State-owned electricity utility Eskom has approached the Gauteng High Court to have the regulator’s recent decision to reject its revenue application for the period 2022/23 to 2024/25 set aside for being “patently irrational and unlawful”.
Eskom approached the court this week for a review of the National Energy Regulator of South Africa’s (Nersa’s) September 30 decision to reject its latest application on the basis that the methodology Nersa used to determine Eskom’s allowable revenue had expired and would be replaced by a new methodology, which was currently the subject of a stakeholder consultation process.
Nersa, which released a consultation paper on a possible new methodology on September 24, argues that the current methodology has not provided price stability and that a new approach is also required considering changes under way in the electricity supply industry, including the impending unbundling of Eskom.
The utility has agreed to participate in the review but has argued that it is “simply impossible” for it to make a fresh application on the basis of a yet-to-be-determined methodology in time for a decision to be tabled in Parliament by March 15, as would be required for such a decision to be lawful.
“It is wholly irrational for Nersa now to expect Eskom to make a fresh application in terms of as yet undisclosed principles that may or may not inform a new methodology that may or may not be adopted at some stage in the future,” Eskom says in a founding affidavit deposed by CFO Calib Cassim, who describes it as a “Kafkaesque state of affairs”.
Eskom is, thus, also asking the court to grant it urgent interim relief in the form of an order directing Nersa to process the revenue application it submitted on June 2 and to do so under the existing tariff methodology so that a “lawful tariff” can be determined for the 2022/23 financial year, which begins on April 1.
“This relief is necessary to provide a lawful route to determining an Eskom tariff for the 2022/23 financial year in the limited time remaining before 15 March 2022 when that tariff has to be tabled in Parliament in accordance with the requirements of section 42(5)(a) of the Local Government Municipal Finance Management Act (MFMA) 56 of 2003,” Eskom argues.
The application also names the finance and mineral resources and energy ministers, as well as the South African Local Government Association as respondents, owing to their potential interest in the matter, but with no specific relief sought from them.
Eskom argues that the interim relief sought by Eskom is of national importance because without a validly determined tariff for 2022/23, Eskom will be financially unsustainable, as it will have “zero revenue” for the 2022/23 financial year.
“The required revenue to allow Eskom to continue operating will be more than the total allowable revenue for the 2021/22 financial year of over R260-billion.
“Moreover, because more than R350-billion worth of Eskom debt is linked to over R900-million in interlinked national government guarantees, if Eskom’s finances collapse, the finances of the entire national government are at risk,” Cassim states in the affidavit.
Eskom has asked for the matter to be treated with urgency, and that a hearing date of no later than December 1 be set so that there is time, following any judgment, for Nersa to publish its application for public comment by no later than December 17.
“On the assumption that four weeks is the most that may now be left for public comment, a deadline of 14 January 2022 may be fixed for submissions to be made by interested parties.
“That will then enable public hearings to be held between 17 and 21 January 2022,” Eskom says in its affidavit.
Nersa would then have more than a month, Eskom argues, to decide the application by February 25, leaving enough time for the decision to be implemented by the 15 March 2022 deadline envisaged by the MFMA.
Eskom also accepts that its 2023/24 application, as well as subsequent application could be made on the basis of the new methodology and notes that such a proposition already found acceptance among half of the Nersa board members who voted at that meeting of September 30.
Acting chairperson, Fungai Sibanda, exercised his casting vote in favour of the proposal to reject Eskom’s application, however.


__TASK PROMPT__:
Within the material below, find each line bearing the word "JSON" and present it.

__ENTRIES PROVIDED__:

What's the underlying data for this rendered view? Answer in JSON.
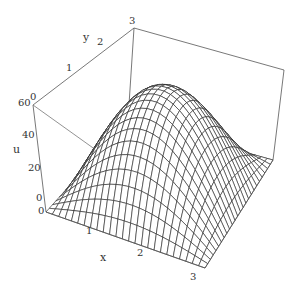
{
  "chart_data": {
    "type": "surface3d",
    "title": "",
    "function": "u = 60*sin(x)*sin(pi*y/3)",
    "xlabel": "x",
    "ylabel": "y",
    "zlabel": "u",
    "xlim": [
      0,
      3.14159
    ],
    "ylim": [
      0,
      3
    ],
    "zlim": [
      0,
      60
    ],
    "x_ticks": [
      "0",
      "1",
      "2",
      "3"
    ],
    "y_ticks": [
      "0",
      "1",
      "2",
      "3"
    ],
    "z_ticks": [
      "0",
      "20",
      "40",
      "60"
    ],
    "grid_x": 25,
    "grid_y": 25,
    "peak": {
      "x": 1.5708,
      "y": 1.5,
      "u": 60
    }
  },
  "labels": {
    "x_axis": "x",
    "y_axis": "y",
    "z_axis": "u",
    "x0": "0",
    "x1": "1",
    "x2": "2",
    "x3": "3",
    "y0": "0",
    "y1": "1",
    "y2": "2",
    "y3": "3",
    "z0": "0",
    "z20": "20",
    "z40": "40",
    "z60": "60"
  }
}
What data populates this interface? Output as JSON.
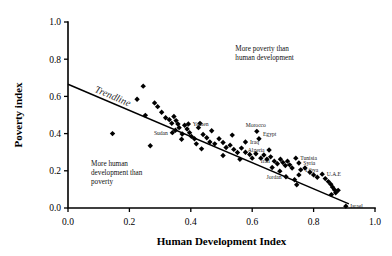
{
  "chart_data": {
    "type": "scatter",
    "title": "",
    "xlabel": "Human Development Index",
    "ylabel": "Poverty index",
    "xlim": [
      0.0,
      1.0
    ],
    "ylim": [
      0.0,
      1.0
    ],
    "grid": false,
    "legend": "none",
    "xticks": [
      "0.0",
      "0.2",
      "0.4",
      "0.6",
      "0.8",
      "1.0"
    ],
    "yticks": [
      "0.0",
      "0.2",
      "0.4",
      "0.6",
      "0.8",
      "1.0"
    ],
    "xtick_values": [
      0.0,
      0.2,
      0.4,
      0.6,
      0.8,
      1.0
    ],
    "ytick_values": [
      0.0,
      0.2,
      0.4,
      0.6,
      0.8,
      1.0
    ],
    "marker": "filled-diamond",
    "marker_color": "#000000",
    "series": [
      {
        "name": "countries",
        "points": [
          {
            "x": 0.145,
            "y": 0.4,
            "label": ""
          },
          {
            "x": 0.245,
            "y": 0.655,
            "label": ""
          },
          {
            "x": 0.225,
            "y": 0.585,
            "label": ""
          },
          {
            "x": 0.282,
            "y": 0.565,
            "label": ""
          },
          {
            "x": 0.292,
            "y": 0.545,
            "label": ""
          },
          {
            "x": 0.305,
            "y": 0.515,
            "label": ""
          },
          {
            "x": 0.268,
            "y": 0.335,
            "label": ""
          },
          {
            "x": 0.318,
            "y": 0.485,
            "label": ""
          },
          {
            "x": 0.33,
            "y": 0.475,
            "label": ""
          },
          {
            "x": 0.338,
            "y": 0.455,
            "label": ""
          },
          {
            "x": 0.345,
            "y": 0.492,
            "label": ""
          },
          {
            "x": 0.352,
            "y": 0.47,
            "label": ""
          },
          {
            "x": 0.358,
            "y": 0.452,
            "label": ""
          },
          {
            "x": 0.362,
            "y": 0.432,
            "label": ""
          },
          {
            "x": 0.35,
            "y": 0.418,
            "label": ""
          },
          {
            "x": 0.34,
            "y": 0.405,
            "label": "Sudan"
          },
          {
            "x": 0.372,
            "y": 0.398,
            "label": ""
          },
          {
            "x": 0.38,
            "y": 0.445,
            "label": ""
          },
          {
            "x": 0.392,
            "y": 0.452,
            "label": "Yemen"
          },
          {
            "x": 0.388,
            "y": 0.425,
            "label": ""
          },
          {
            "x": 0.396,
            "y": 0.405,
            "label": ""
          },
          {
            "x": 0.402,
            "y": 0.385,
            "label": ""
          },
          {
            "x": 0.37,
            "y": 0.37,
            "label": ""
          },
          {
            "x": 0.412,
            "y": 0.372,
            "label": ""
          },
          {
            "x": 0.425,
            "y": 0.432,
            "label": ""
          },
          {
            "x": 0.418,
            "y": 0.345,
            "label": ""
          },
          {
            "x": 0.44,
            "y": 0.395,
            "label": ""
          },
          {
            "x": 0.452,
            "y": 0.378,
            "label": ""
          },
          {
            "x": 0.462,
            "y": 0.355,
            "label": ""
          },
          {
            "x": 0.435,
            "y": 0.318,
            "label": ""
          },
          {
            "x": 0.478,
            "y": 0.345,
            "label": ""
          },
          {
            "x": 0.492,
            "y": 0.372,
            "label": ""
          },
          {
            "x": 0.505,
            "y": 0.352,
            "label": ""
          },
          {
            "x": 0.515,
            "y": 0.325,
            "label": ""
          },
          {
            "x": 0.528,
            "y": 0.338,
            "label": ""
          },
          {
            "x": 0.54,
            "y": 0.315,
            "label": ""
          },
          {
            "x": 0.552,
            "y": 0.298,
            "label": ""
          },
          {
            "x": 0.505,
            "y": 0.282,
            "label": ""
          },
          {
            "x": 0.565,
            "y": 0.322,
            "label": ""
          },
          {
            "x": 0.578,
            "y": 0.3,
            "label": ""
          },
          {
            "x": 0.592,
            "y": 0.288,
            "label": ""
          },
          {
            "x": 0.6,
            "y": 0.268,
            "label": ""
          },
          {
            "x": 0.56,
            "y": 0.262,
            "label": ""
          },
          {
            "x": 0.615,
            "y": 0.412,
            "label": "Morocco"
          },
          {
            "x": 0.622,
            "y": 0.372,
            "label": "Egypt"
          },
          {
            "x": 0.612,
            "y": 0.292,
            "label": ""
          },
          {
            "x": 0.628,
            "y": 0.268,
            "label": ""
          },
          {
            "x": 0.638,
            "y": 0.285,
            "label": ""
          },
          {
            "x": 0.648,
            "y": 0.262,
            "label": ""
          },
          {
            "x": 0.66,
            "y": 0.275,
            "label": ""
          },
          {
            "x": 0.672,
            "y": 0.252,
            "label": "Iran"
          },
          {
            "x": 0.682,
            "y": 0.238,
            "label": ""
          },
          {
            "x": 0.665,
            "y": 0.218,
            "label": ""
          },
          {
            "x": 0.692,
            "y": 0.262,
            "label": ""
          },
          {
            "x": 0.7,
            "y": 0.245,
            "label": ""
          },
          {
            "x": 0.708,
            "y": 0.228,
            "label": ""
          },
          {
            "x": 0.715,
            "y": 0.252,
            "label": ""
          },
          {
            "x": 0.722,
            "y": 0.232,
            "label": ""
          },
          {
            "x": 0.73,
            "y": 0.215,
            "label": ""
          },
          {
            "x": 0.742,
            "y": 0.268,
            "label": "Tunisia"
          },
          {
            "x": 0.752,
            "y": 0.242,
            "label": "Syria"
          },
          {
            "x": 0.71,
            "y": 0.168,
            "label": "Jordan"
          },
          {
            "x": 0.738,
            "y": 0.152,
            "label": ""
          },
          {
            "x": 0.745,
            "y": 0.125,
            "label": ""
          },
          {
            "x": 0.758,
            "y": 0.205,
            "label": "Libya"
          },
          {
            "x": 0.772,
            "y": 0.215,
            "label": ""
          },
          {
            "x": 0.788,
            "y": 0.192,
            "label": ""
          },
          {
            "x": 0.8,
            "y": 0.178,
            "label": ""
          },
          {
            "x": 0.812,
            "y": 0.165,
            "label": ""
          },
          {
            "x": 0.828,
            "y": 0.182,
            "label": "U.A.E"
          },
          {
            "x": 0.838,
            "y": 0.158,
            "label": ""
          },
          {
            "x": 0.848,
            "y": 0.142,
            "label": ""
          },
          {
            "x": 0.856,
            "y": 0.128,
            "label": ""
          },
          {
            "x": 0.862,
            "y": 0.112,
            "label": ""
          },
          {
            "x": 0.868,
            "y": 0.098,
            "label": ""
          },
          {
            "x": 0.872,
            "y": 0.082,
            "label": ""
          },
          {
            "x": 0.88,
            "y": 0.095,
            "label": ""
          },
          {
            "x": 0.858,
            "y": 0.072,
            "label": ""
          },
          {
            "x": 0.905,
            "y": 0.01,
            "label": "Israel"
          },
          {
            "x": 0.252,
            "y": 0.498,
            "label": ""
          },
          {
            "x": 0.43,
            "y": 0.455,
            "label": ""
          },
          {
            "x": 0.468,
            "y": 0.415,
            "label": ""
          },
          {
            "x": 0.535,
            "y": 0.392,
            "label": ""
          },
          {
            "x": 0.578,
            "y": 0.355,
            "label": "Iraq"
          },
          {
            "x": 0.655,
            "y": 0.312,
            "label": "Algeria"
          },
          {
            "x": 0.69,
            "y": 0.198,
            "label": ""
          },
          {
            "x": 0.752,
            "y": 0.178,
            "label": ""
          }
        ]
      }
    ],
    "trendline": {
      "label": "Trendline",
      "x0": 0.0,
      "y0": 0.665,
      "x1": 0.915,
      "y1": 0.022
    },
    "annotations": [
      {
        "name": "more-poverty-annotation",
        "lines": [
          "More poverty than",
          "human development"
        ],
        "x": 0.545,
        "y": 0.845
      },
      {
        "name": "more-human-development-annotation",
        "lines": [
          "More human",
          "development than",
          "poverty"
        ],
        "x": 0.075,
        "y": 0.225
      }
    ],
    "point_labels": [
      "Sudan",
      "Yemen",
      "Morocco",
      "Egypt",
      "Iraq",
      "Algeria",
      "Iran",
      "Tunisia",
      "Syria",
      "Libya",
      "Jordan",
      "U.A.E",
      "Israel"
    ]
  }
}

__RESULT__:
What's the underlying data for this rendered view? Answer in JSON.
What data populates this interface? Output as JSON.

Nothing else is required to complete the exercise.